Hoosiers will enjoy a front-row seat for the solar eclipse coming April 8.
The eclipse will be total, meaning complete darkness, for four minutes in a 115-mile-wide band of totality that runs through central and southern Indiana. The band stretches from the Pacific Coast of Mexico to the Atlantic Coast of Canada.
State officials are preparing for hundreds of thousands of visitors to the totality band.
The closest the mid-afternoon total darkness will come to Michiana will be the southern edge of Fort Wayne. But our view will still be better than elsewhere in the country, and of course, very enticing for children.
The last time we saw a total eclipse, in 2017, it happened during the school day, so teachers could make sure students didn’t look directly at the sun without protection. This time, it’s expected to start locally at 1:53 p.m., which is when students typically are heading home on buses and will be harder to control.

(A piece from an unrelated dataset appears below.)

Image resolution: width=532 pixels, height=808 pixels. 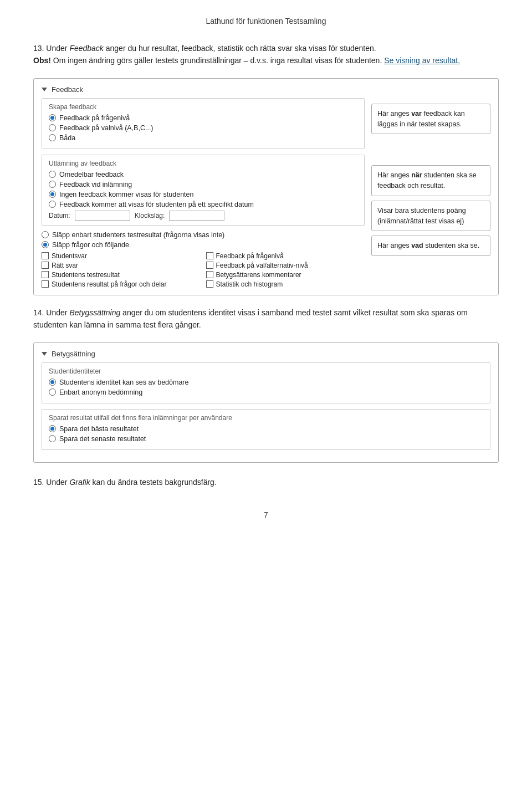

On Tuesday the Middlebury Community Schools board voted to cancel classes that day. School City of Mishawaka and John Glenn schools also will close. A Penn-Harris-Madison schools spokeswoman said Friday they were still evaluating the situation. South Bend school officials didn’t reply to requests seeking comment.
To meet state-mandated minimum instructional time, many schools that are closing are using off-days that they had set aside in their calendar to make up for snow days.